Barcelona's €90m Bid for Julián Álvarez: A Strategic Move
FC Barcelona have moved their pursuit of Julián Álvarez out of the shadows and into the negotiating room.
On Wednesday, sporting director Deco sat down face to face with Álvarez’s agent, Fernando Hidalgo, a meeting that marked a clear shift from sounding out the market to trying to close a deal. Barcelona are no longer just admiring the Atlético Madrid striker from a distance. They are preparing to pay.
A first offer near the limit
The Catalan club are putting together an opening bid worth around €90 million plus bonuses, a package designed to sit just under the internal ceiling of €100 million they had set for a new No. 9.
It is an aggressive move, but nobody at Barcelona expects this to be quick or painless. Atlético Madrid are demanding a huge fee for the Argentina international and have little reason to back down. He is 26, in his prime, and under contract at a club that sells only on its own terms.
The landscape around the deal is crowded. PSG are described as determined to go after Álvarez, while Arsenal continue to track the situation and wait for any sign of weakness in the negotiations. Barcelona are not bidding in a vacuum; they are entering a bidding war.
Pressure, gestures and a clear message
Inside the meeting with Hidalgo, Barcelona pushed for more than just numbers. They wanted a gesture.
The club asked Álvarez’s camp to make his preferred destination unmistakable, to send a message strong enough that Atlético could not ignore it: the striker wants to wear the Barça shirt, even with other giants circling.
Within the club, the feeling is that this signal has already been sent. The belief is that Álvarez has made it clear where he wants to go, a subtle but vital step in a negotiation where the selling club holds most of the cards.
That conviction has emboldened Barcelona. They see not only a market opportunity but a player willing to lean in their direction, even if it means pushing against the weight of Atlético’s demands and the financial muscle of PSG.
Flick’s long game
This chase did not begin this week. Hansi Flick has spoken directly with Álvarez several times, outlining his role and how he would fit into the manager’s plans. Deco, for his part, has maintained steady contact with the player’s representatives stretching back well before the start of 2026, working the relationship long before any formal offer.
Those conversations matter. They show that Barcelona are not improvising in a panic window. Álvarez has been identified and treated as a strategic target, a central piece in their sporting project rather than a late, opportunistic grab.
Inside the club, they see him as a priority signing – a forward to lead the next phase of the team, not just another name on a shortlist.
Money, resistance and a long road ahead
For all the groundwork, one obstacle towers above the rest: money.
Atlético Madrid will not make this easy. They know the value of a striker in Álvarez’s bracket and they are under no obligation to smooth his way to a direct rival. Any deal will test Barcelona’s financial structure and their ability to stay within their own limits while still putting together a proposal strong enough to tempt Atlético.
Nobody at Barça is getting carried away. There is no public triumphalism, no premature victory lap. Inside the offices, the tone is cautious: progress, yes, but with full awareness that the hardest part is still to come.
What is clear is their stance. Barcelona intend to stay in this race until the final whistle of the window. Whether that persistence ends with Álvarez walking out at the Olympic Stadium in Barcelona, or with another club outbidding them at the last moment, may end up defining how ambitious this new era under Flick and Deco really is.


### What to produce
Exactly what is written in the records below should be returned, minus the images.

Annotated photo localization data

^^^^^^^^

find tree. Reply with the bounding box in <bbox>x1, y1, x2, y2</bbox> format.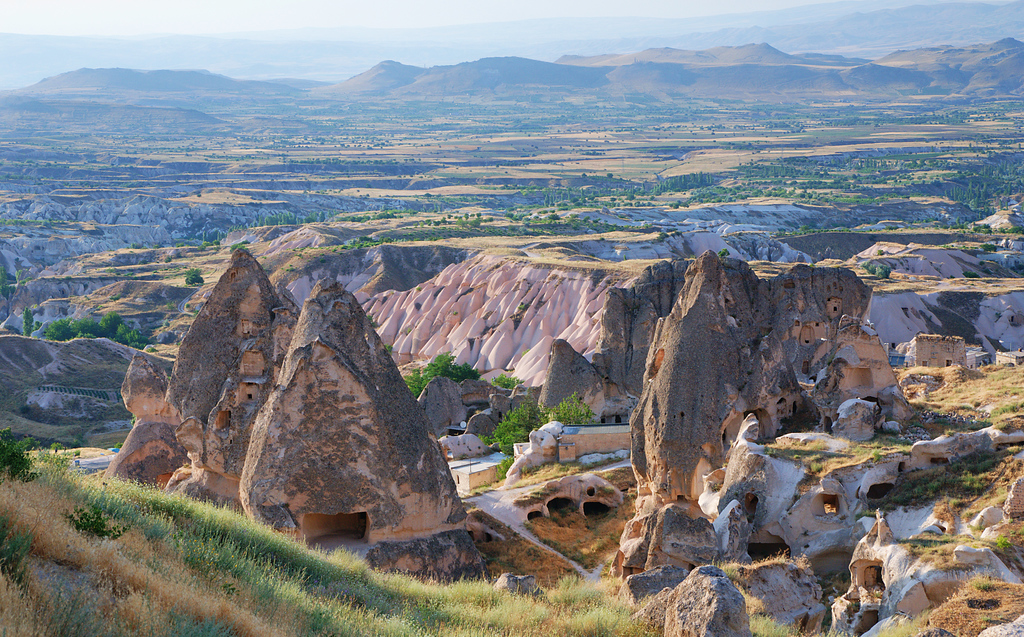
<bbox>45, 163, 53, 167</bbox>.
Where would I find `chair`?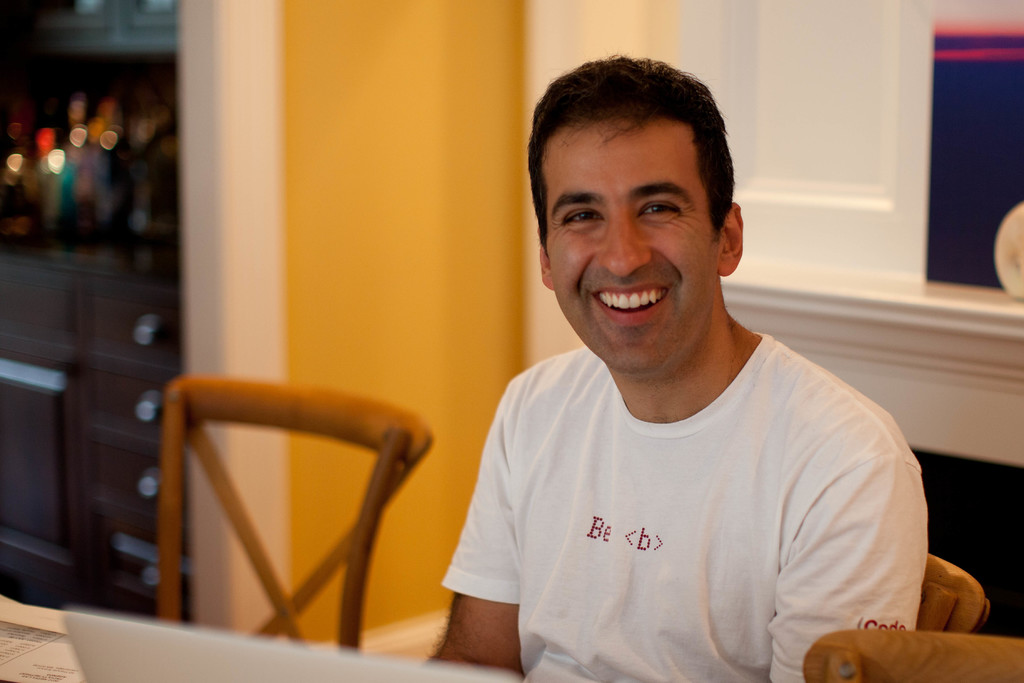
At bbox=(148, 377, 437, 655).
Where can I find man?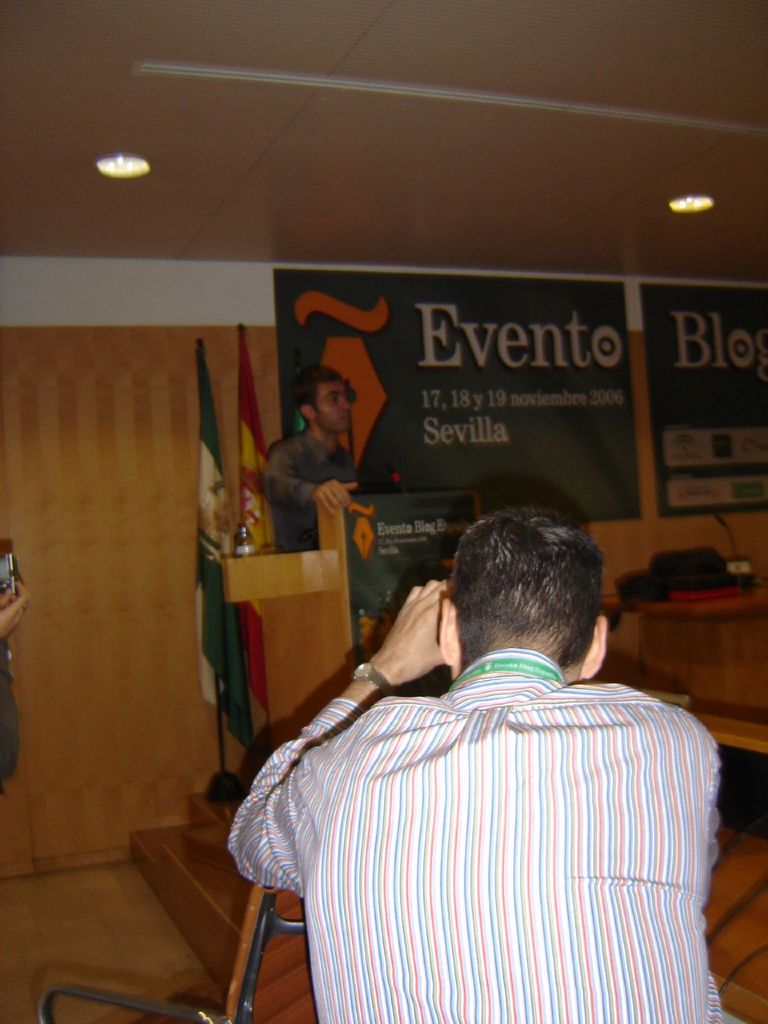
You can find it at l=209, t=490, r=724, b=1001.
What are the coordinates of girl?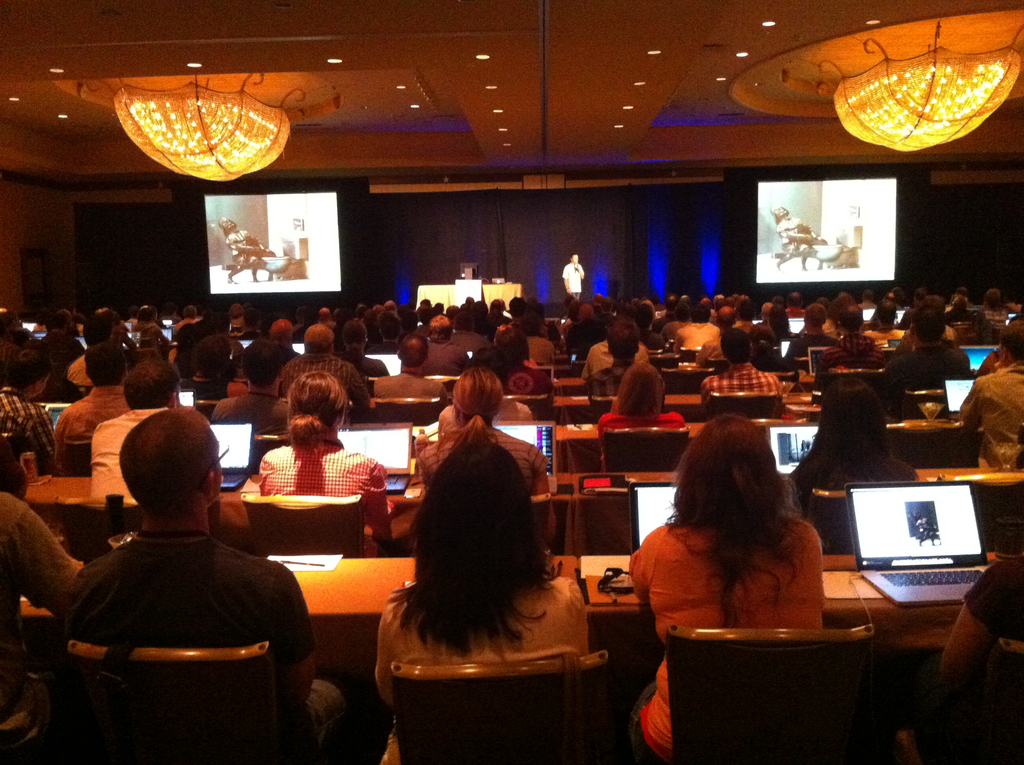
[left=253, top=369, right=389, bottom=551].
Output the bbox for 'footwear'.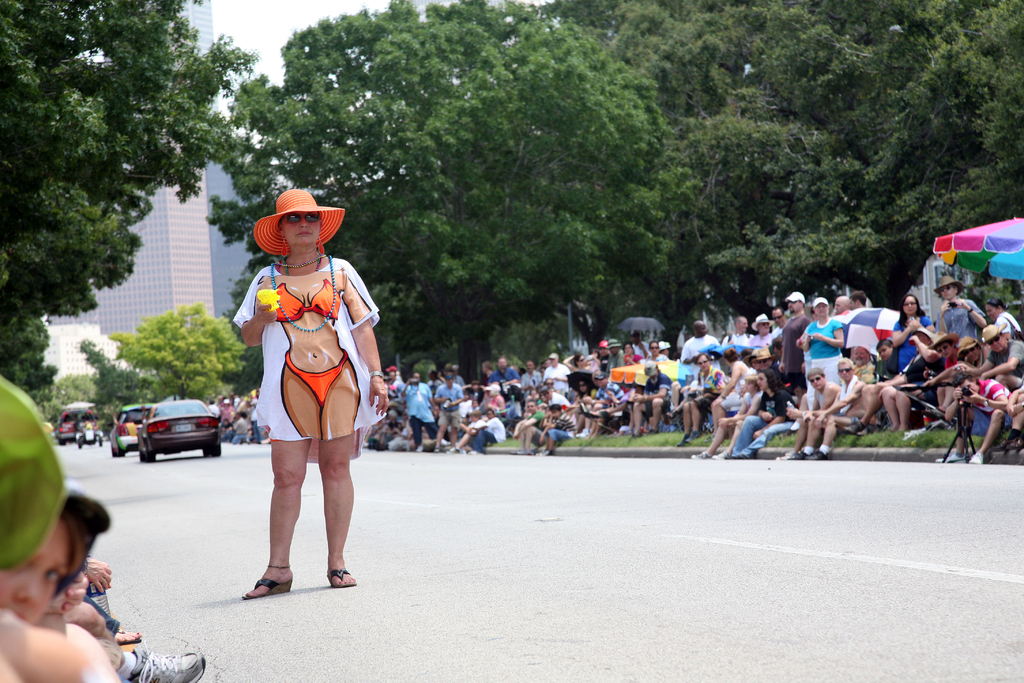
{"x1": 242, "y1": 578, "x2": 294, "y2": 597}.
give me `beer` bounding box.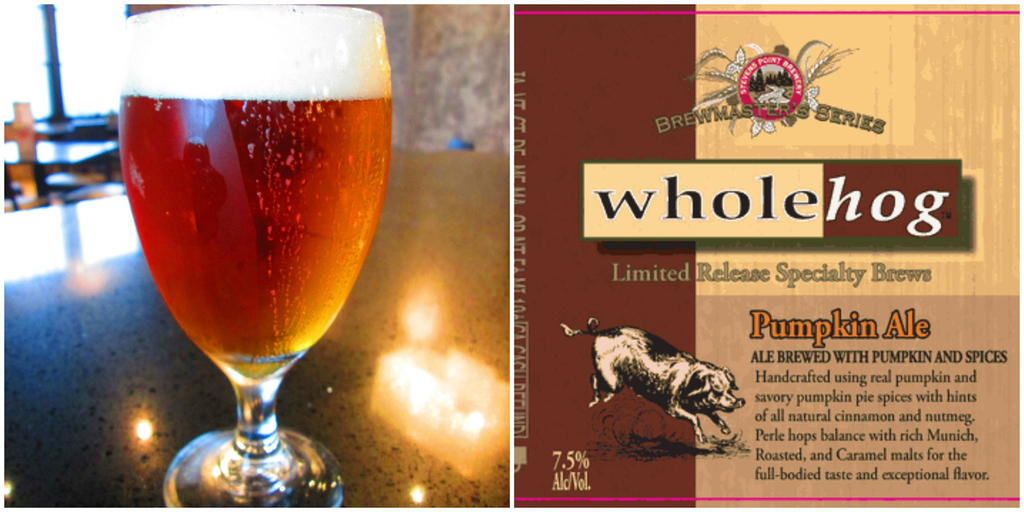
(115,8,390,375).
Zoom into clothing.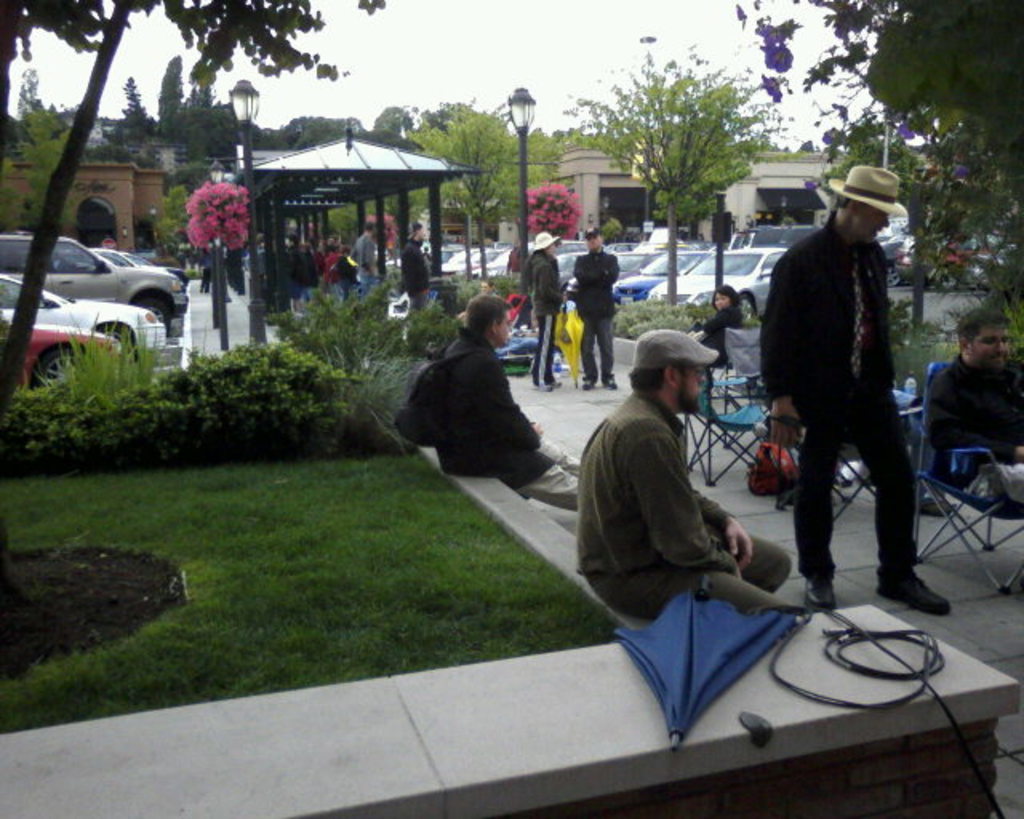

^^^^^^^^

### Answer
find tree. Reply with the bounding box in <bbox>x1, y1, x2, y2</bbox> format.
<bbox>45, 163, 53, 167</bbox>.
Where would I find `chair`?
At bbox=(148, 377, 437, 655).
Where can I find man?
You can find it at l=209, t=490, r=724, b=1001.
What are the coordinates of girl?
[left=253, top=369, right=389, bottom=551].
Output the bbox for 'footwear'.
{"x1": 242, "y1": 578, "x2": 294, "y2": 597}.
give me `beer` bounding box.
(115,8,390,375).
Zoom into clothing.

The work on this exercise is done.